Monday, June 9, 2008

The Old Man and the Chord of C

The man in the above picture should be known by all students of the college variety. He is the greatest novelist that ever lived. Ernest Hemingway. The picture was taken aboard his yacht, the Pilar, circa 1950. About when this picture was taken, Hemingway published The Old Man and the Sea. The novella marked Hemingway's return to writing 12 years after his last successful work (For Whom the Bell Tolls). The book is about an aging fisherman and his battle with an epic marlin -a man past his prime struggling to recover the glory of his younger years. One can argue that Hemingway is actually writing very self-consciously about his craft and his form, but this would make a better paper than a blog post. So why discuss Hemingway on a music site?
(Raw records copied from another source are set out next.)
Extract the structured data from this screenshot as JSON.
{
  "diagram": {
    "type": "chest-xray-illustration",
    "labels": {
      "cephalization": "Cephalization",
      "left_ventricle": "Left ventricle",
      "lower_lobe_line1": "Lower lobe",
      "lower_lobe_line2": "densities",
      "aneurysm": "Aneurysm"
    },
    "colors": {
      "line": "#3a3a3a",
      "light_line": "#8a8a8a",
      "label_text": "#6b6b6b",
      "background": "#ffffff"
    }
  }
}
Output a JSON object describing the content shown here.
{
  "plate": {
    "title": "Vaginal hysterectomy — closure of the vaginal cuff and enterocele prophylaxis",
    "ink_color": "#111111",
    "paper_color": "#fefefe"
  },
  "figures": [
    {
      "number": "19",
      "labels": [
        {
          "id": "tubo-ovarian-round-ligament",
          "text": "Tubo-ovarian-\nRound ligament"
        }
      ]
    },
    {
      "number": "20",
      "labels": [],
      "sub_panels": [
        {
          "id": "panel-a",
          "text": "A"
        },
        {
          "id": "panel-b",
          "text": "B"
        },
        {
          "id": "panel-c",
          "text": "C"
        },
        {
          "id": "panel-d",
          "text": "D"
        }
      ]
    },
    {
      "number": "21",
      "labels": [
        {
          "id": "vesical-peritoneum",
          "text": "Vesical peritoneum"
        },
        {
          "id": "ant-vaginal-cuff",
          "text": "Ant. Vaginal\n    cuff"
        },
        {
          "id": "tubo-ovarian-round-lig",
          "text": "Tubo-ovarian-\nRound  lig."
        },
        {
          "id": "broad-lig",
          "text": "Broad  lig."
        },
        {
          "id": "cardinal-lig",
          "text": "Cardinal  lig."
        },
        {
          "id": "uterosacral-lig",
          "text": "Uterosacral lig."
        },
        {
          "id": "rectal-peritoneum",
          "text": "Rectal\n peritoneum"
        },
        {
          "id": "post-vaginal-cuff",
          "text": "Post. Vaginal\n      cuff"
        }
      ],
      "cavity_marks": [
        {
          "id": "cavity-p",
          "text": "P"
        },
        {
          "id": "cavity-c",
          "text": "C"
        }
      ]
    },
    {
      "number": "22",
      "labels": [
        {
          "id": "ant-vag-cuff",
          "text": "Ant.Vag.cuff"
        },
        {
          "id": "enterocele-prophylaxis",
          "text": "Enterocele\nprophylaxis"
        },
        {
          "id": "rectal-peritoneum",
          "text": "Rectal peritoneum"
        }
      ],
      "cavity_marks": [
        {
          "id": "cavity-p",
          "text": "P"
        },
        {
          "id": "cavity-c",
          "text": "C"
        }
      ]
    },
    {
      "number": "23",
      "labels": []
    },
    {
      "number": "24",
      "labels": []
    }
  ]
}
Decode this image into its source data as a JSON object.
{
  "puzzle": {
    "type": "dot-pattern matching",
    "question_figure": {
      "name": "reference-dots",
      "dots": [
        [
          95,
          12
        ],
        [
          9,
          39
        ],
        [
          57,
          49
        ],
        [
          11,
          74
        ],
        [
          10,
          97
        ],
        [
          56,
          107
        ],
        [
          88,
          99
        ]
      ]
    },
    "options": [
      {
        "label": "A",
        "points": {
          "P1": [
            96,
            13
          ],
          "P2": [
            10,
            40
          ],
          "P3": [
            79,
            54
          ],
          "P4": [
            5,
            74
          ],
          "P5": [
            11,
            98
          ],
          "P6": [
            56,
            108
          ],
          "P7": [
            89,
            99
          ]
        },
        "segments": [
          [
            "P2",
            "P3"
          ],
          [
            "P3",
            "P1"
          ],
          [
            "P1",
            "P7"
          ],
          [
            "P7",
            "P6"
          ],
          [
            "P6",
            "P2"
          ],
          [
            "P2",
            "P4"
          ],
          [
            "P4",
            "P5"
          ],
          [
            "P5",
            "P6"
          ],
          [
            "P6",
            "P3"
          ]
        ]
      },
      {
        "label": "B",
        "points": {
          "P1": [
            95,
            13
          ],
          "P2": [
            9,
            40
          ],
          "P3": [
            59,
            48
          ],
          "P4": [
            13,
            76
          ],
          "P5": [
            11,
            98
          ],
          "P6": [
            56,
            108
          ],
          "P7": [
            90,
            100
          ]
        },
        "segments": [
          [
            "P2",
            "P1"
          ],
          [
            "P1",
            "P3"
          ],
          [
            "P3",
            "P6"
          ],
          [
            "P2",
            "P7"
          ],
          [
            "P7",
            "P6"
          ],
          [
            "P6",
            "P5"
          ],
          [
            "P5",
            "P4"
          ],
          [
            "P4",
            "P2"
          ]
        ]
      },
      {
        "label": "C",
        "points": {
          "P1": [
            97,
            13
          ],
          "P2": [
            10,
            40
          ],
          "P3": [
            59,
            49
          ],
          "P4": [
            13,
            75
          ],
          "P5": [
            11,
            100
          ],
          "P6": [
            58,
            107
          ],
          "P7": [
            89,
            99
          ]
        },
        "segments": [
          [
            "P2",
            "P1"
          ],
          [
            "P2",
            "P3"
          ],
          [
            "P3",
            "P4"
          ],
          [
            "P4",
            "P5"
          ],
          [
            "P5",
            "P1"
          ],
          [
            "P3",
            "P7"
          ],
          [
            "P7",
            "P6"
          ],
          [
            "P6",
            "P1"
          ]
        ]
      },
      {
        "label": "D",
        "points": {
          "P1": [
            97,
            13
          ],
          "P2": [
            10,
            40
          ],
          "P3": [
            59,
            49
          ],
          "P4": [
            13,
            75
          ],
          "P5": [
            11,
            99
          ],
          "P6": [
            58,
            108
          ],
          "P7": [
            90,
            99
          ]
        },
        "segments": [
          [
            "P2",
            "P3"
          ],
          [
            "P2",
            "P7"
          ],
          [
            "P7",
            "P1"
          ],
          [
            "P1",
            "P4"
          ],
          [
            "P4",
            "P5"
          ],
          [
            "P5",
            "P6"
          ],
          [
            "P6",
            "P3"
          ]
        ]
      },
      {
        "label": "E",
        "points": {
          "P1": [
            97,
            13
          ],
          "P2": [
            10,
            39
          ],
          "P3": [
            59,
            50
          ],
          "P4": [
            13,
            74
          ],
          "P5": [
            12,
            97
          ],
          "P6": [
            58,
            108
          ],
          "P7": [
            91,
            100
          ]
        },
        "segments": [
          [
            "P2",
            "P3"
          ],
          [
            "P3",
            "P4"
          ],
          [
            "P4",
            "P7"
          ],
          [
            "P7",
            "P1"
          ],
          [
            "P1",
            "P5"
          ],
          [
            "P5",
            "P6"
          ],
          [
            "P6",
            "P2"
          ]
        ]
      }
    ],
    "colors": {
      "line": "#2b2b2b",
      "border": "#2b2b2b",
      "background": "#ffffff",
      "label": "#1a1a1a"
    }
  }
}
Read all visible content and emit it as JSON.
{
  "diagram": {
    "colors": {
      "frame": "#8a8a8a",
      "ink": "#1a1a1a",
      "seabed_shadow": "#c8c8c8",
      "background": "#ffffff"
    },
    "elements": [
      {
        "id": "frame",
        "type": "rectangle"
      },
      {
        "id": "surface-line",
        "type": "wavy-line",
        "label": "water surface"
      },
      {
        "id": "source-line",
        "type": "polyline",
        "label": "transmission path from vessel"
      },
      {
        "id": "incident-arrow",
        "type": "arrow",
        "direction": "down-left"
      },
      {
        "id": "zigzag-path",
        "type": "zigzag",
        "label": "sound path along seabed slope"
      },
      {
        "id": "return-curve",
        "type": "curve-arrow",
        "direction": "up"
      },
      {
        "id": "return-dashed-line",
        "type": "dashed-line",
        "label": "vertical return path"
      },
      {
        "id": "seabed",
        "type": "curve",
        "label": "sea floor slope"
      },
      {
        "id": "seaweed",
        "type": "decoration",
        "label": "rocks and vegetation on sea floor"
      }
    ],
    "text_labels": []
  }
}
This is the band Weezer. You've probably heard of them as well. After all, they did release the best album ever. And now, they've released a new album known colloquially as The Red Album.

And I love it.

A lot of people don't. That's fine. I get it. But just hear me out. The Red Album has everything I love Weezer for. Lots of heavy and distorted riffs, at times silly lyrics, and Rivers Cuomo (third from left -note the killer moustache). Rivers took time off in the wake of the last Weezer album to finish Harvard, where (I can only assume) he read some Hemingway. And in discovering Hemingway's self-developed, self-aware, and self-criticizing voice Rivers had an epiphany. He realized, as many had in the aftermath of Make Believe, that Weezer could never live up to its own hype. Especially now that those of us who were raised on the Blue Album and Pinkerton had come of age. Even Weezer had aged. So the band wrote an album entirely about how awesome they are. And many of the reviews against the new album point out that Weezer hasn't been awesome since Pinkerton. While I would argue this point in favor of the Green Album, it's more important to realize that Rivers doesn't actually think he is the greatest man that ever lived. But you have too look at the irony behind the act. While Rivers is singing about his own greatness, he realizes that that has faded. And the reviewers that blast the album are playing right into River's point. People long for a Weezer that existed somewhere between the release of the Blue Album and Pinkerton. That Weezer is dead. There's a different Weezer now. And Rivers has come to terms with that. In The Greatest Man That Ever Lived, he says, "Somebody said all the world's a stage // and each of us is a player. // That's what I've been trying to tell you. // In act I, I was struggling to survive. // Nobody wanted my action dead or alive. // In act II, I hit the big time, // and bodies be all up on my behind." Well that someone was Shakespeare, another figure I can only assume Rivers came across during his time at Harvard. But Shakespeare's Act II's don't end with the hero reaching the top and staying there. They fall. But at least Weezer knows it, can have some fun with it -or despite it, and makes some damn good music.

Video: Pork & Beans


Audio:Weezer - The Greatest Man That Ever Lived (Variations On A Shaker Hymn)
(Apparently Rivers didn't learn the difference between 'who' and 'that' at Harvard.)